Saturday, April 25, 2026

Why U.S. and Russian Spies Don’t Kill Each Other—And What Happens If They Do

 

In the spy game, the deadliest rule is the one nobody admits exists.

     There’s a quiet rule in the world of espionage. No treaty. No handshake. No official memo stamped and filed away in some vault at CIA headquarters. And yet it’s been understood for decades by their counterparts in Moscow, whether in the FSB or the GRU.

     Spies don’t kill spies.

     That might sound strange if your mental image comes from movies or novels. In fiction, intelligence officers drop each other with silencers in dark alleys and vanish into the night. My spy thriller Payback leans into that tension, with a Russian assassin hunting CIA operatives and turning the shadows lethal. It works because it breaks the rule. And breaking that rule feels dangerous.

     In real life, the game is colder. More controlled. More calculated.

     When American and Russian intelligence officers cross paths overseas, the goal isn’t elimination. It’s containment. If a CIA officer is identified, Russian operatives don’t reach for a weapon. They watch. Closely. Every meeting, every pattern, every contact. Surveillance teams map the network like a puzzle. Who is this officer talking to? Which local sources are in play? Where are the vulnerabilities?

     Sometimes the pressure becomes obvious. A tail that’s just a little too visible. A “random” encounter that isn’t random at all. It’s a message: we see you. Once that happens, the officer is effectively compromised. Their usefulness drops to near zero.

     From there, the endgame is familiar. Exposure. Diplomatic complaints. Maybe a quiet word to the host country. Then the formal step: persona non grata. Expulsion. A flight home.

     It’s not mercy. It’s strategy.

     The restraint holds because both sides know what happens if it breaks. If one service starts killing the other’s officers, payback is almost guaranteed. One killing can become a pattern fast, and once that starts, it’s hard to stop.

     There’s also the risk of escalation. Espionage sits in the gray zone between peace and war. Governments put up with it because everybody does it. But murdering accredited officers, especially those under diplomatic cover, can push the game into something far more serious.

     Just as important, spy services like predictability. Surveillance, recruitment, deception, arrests, expulsions, and spy swaps are all part of a language both sides understand. Violence brings chaos. It makes officers harder to control, governments quicker to react, and mistakes more likely.

     For the United States, there’s another line. Executive Order 12333 formally bars U.S. intelligence from assassination. That doesn’t end espionage, of course. It shapes how it’s done.

     So the real understanding isn’t moral. It’s self-protection. Each side accepts espionage as inevitable and punishes it through counterintelligence instead of routine murder.
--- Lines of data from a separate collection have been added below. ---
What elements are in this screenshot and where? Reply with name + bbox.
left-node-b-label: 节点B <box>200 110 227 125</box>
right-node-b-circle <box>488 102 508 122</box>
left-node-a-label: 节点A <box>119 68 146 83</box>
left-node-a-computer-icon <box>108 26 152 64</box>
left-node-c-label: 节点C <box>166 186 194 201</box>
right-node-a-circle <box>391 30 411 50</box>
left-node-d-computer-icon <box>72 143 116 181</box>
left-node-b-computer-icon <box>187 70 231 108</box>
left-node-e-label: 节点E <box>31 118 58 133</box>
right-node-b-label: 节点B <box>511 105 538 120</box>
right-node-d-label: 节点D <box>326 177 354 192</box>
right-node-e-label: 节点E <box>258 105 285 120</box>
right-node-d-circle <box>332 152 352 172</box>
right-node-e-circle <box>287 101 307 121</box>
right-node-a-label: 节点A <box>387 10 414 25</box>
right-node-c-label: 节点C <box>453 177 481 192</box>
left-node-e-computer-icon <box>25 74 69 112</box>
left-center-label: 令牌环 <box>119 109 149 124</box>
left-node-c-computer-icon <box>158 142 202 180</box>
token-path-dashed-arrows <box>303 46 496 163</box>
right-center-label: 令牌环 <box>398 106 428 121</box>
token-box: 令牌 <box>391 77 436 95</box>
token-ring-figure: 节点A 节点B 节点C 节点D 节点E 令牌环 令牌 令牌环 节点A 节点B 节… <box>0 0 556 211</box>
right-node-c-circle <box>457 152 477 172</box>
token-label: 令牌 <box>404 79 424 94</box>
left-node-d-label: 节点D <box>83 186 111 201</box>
The system is hostile, but it has limits.

     Still, any unwritten rule invites the obvious question: has it ever been broken?

     The closest case people usually mention is Freddie Woodruff, a CIA officer shot and killed near Tbilisi, Georgia, in 1993. Georgian authorities called it a random killing and convicted a local suspect. Later, some former officials and writers raised the possibility of a Russian-linked operation.
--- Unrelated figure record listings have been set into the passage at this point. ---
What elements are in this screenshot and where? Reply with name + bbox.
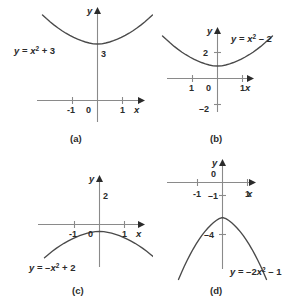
origin-label: 0 bbox=[211, 169, 216, 179]
x-tick-label-pos1: 1 bbox=[120, 105, 125, 115]
origin-label: 0 bbox=[86, 105, 91, 115]
origin-label: 0 bbox=[206, 83, 211, 93]
parabola-figure-grid: y x -1 0 1 3 y = x2 + 3 (a) bbox=[0, 0, 306, 301]
x-axis-arrowhead bbox=[138, 221, 145, 228]
x-tick-label-pos1: 1 bbox=[240, 83, 245, 93]
panel-caption-b: (b) bbox=[210, 133, 222, 144]
x-axis-label: x bbox=[244, 82, 251, 93]
panel-d: y x -1 0 1 –1 –4 y = –2x2 – 1 (d) bbox=[153, 151, 306, 301]
y-tick-label-neg4: –4 bbox=[204, 230, 214, 240]
y-tick-label-neg1: –1 bbox=[208, 191, 218, 201]
equation-label-b: y = x2 – 2 bbox=[230, 33, 272, 45]
x-tick-label-neg1: -1 bbox=[69, 229, 77, 239]
origin-label: 0 bbox=[88, 229, 93, 239]
x-tick-label-pos1: 1 bbox=[122, 229, 127, 239]
y-tick-label-pos2: 2 bbox=[203, 48, 208, 58]
equation-label-d: y = –2x2 – 1 bbox=[229, 266, 282, 278]
y-axis-label: y bbox=[88, 173, 95, 184]
x-axis-label: x bbox=[135, 228, 142, 239]
vertex-value-label: 3 bbox=[101, 49, 106, 59]
panel-caption-d: (d) bbox=[210, 285, 222, 296]
vertex-value-label: 2 bbox=[103, 191, 108, 201]
panel-c: y x -1 0 1 2 y = –x2 + 2 (c) bbox=[0, 151, 153, 301]
x-axis-arrowhead bbox=[249, 179, 256, 186]
x-axis-arrowhead bbox=[138, 97, 145, 104]
panel-caption-a: (a) bbox=[70, 133, 82, 144]
equation-label-c: y = –x2 + 2 bbox=[28, 262, 75, 274]
x-tick-label-neg1: -1 bbox=[67, 105, 75, 115]
panel-b: y x 1 0 1 2 –2 y = x2 – 2 (b) bbox=[153, 0, 306, 150]
panel-caption-c: (c) bbox=[72, 285, 84, 296]
y-axis-arrowhead bbox=[219, 159, 226, 166]
y-axis-label: y bbox=[86, 5, 93, 16]
x-tick-label-neg1: -1 bbox=[193, 189, 201, 199]
equation-label-a: y = x2 + 3 bbox=[13, 45, 55, 57]
y-axis-arrowhead bbox=[94, 7, 101, 14]
y-axis-arrowhead bbox=[214, 27, 221, 34]
x-axis-arrowhead bbox=[247, 75, 254, 82]
y-axis-arrowhead bbox=[96, 175, 103, 182]
x-tick-label-pos1: 1 bbox=[245, 189, 250, 199]
x-axis-label: x bbox=[133, 104, 140, 115]
panel-a: y x -1 0 1 3 y = x2 + 3 (a) bbox=[0, 0, 153, 150]
y-axis-label: y bbox=[211, 157, 218, 168]
y-tick-label-neg2: –2 bbox=[199, 104, 209, 114]
y-axis-label: y bbox=[206, 25, 213, 36]
x-tick-label-neg1: 1 bbox=[189, 83, 194, 93]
     But that’s still disputed. It has never been proven to be an official Russian intelligence assassination of an active American officer. And that uncertainty matters. Because if Russian intelligence had crossed that line and kept crossing it, the shadow war would look a lot darker.
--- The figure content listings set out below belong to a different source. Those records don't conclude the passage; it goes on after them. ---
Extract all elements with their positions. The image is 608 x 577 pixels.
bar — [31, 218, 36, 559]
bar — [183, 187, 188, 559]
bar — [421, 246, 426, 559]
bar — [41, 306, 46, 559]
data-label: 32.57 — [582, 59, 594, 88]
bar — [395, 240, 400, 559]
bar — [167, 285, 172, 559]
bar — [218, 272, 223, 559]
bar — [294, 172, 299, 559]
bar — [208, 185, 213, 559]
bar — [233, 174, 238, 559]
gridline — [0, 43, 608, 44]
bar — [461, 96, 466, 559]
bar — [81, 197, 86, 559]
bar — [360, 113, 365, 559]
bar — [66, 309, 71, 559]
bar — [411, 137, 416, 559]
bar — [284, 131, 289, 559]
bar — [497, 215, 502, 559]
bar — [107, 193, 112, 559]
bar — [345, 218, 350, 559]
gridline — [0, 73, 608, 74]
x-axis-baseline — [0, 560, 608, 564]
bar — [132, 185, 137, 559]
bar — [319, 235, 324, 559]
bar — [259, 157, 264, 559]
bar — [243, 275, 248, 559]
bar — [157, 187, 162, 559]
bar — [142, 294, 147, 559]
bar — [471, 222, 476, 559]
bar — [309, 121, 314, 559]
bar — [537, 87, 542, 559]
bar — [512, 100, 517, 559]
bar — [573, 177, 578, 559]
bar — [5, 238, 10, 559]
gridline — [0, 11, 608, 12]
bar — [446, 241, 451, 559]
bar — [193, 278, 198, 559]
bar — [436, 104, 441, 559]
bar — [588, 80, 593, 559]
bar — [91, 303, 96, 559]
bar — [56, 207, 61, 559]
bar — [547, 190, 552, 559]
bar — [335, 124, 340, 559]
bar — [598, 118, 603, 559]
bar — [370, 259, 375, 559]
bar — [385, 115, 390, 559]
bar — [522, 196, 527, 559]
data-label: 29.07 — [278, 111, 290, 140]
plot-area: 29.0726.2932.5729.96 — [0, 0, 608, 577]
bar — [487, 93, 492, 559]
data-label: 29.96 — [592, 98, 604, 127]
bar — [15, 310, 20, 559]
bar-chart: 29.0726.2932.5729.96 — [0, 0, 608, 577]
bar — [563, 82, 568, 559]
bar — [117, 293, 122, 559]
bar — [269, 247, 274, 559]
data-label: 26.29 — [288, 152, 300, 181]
     The line is clearest when it comes to serving officers in the field. Outside that category, things get darker. Russia has been widely accused of targeting defectors, former intelligence figures, and dissidents abroad. Those cases involve people Moscow may see as traitors or political threats. They’re not quite the same as killing active CIA, FSB, or GRU officers within the usual rules of the spy game.

     Inside that game, the preferred tools are quieter. Arrest the asset. Flip the source. Break the network. Expose the officer. Expel them. Damage the operation without starting an assassination war.

     That’s what makes Payback so unsettling. A Russian assassin hunting CIA operatives blows up the rulebook. Suddenly, being watched isn’t just being watched. Being exposed isn’t just career-ending. It could get you killed. Tradecraft isn’t enough. Trust disappears fast.

     And in real life, that’s exactly what both sides usually try to avoid.

     U.S. and Russian intelligence live in managed hostility. They spy, deceive, recruit, disrupt, and expose. They play a long, careful game in the dark.

     But both sides know the price of going too far.

     So the line holds. Not officially. Not perfectly. But enough that when a spy thriller sends an assassin across it, something feels badly wrong.

     And that’s where the real chill begins.

 

Robert Morton is a member of the Association of Former Intelligence Officers (AFIO) and writes about the U.S. Intelligence Community (IC). He also writes the Corey Pearson- CIA Spymaster Series, which blends his knowledge of real-life intelligence operations with gripping fictional storytelling. His work offers readers an insider’s glimpse into the world of espionage, inspired by the complexities and high-stakes realities of the intelligence community.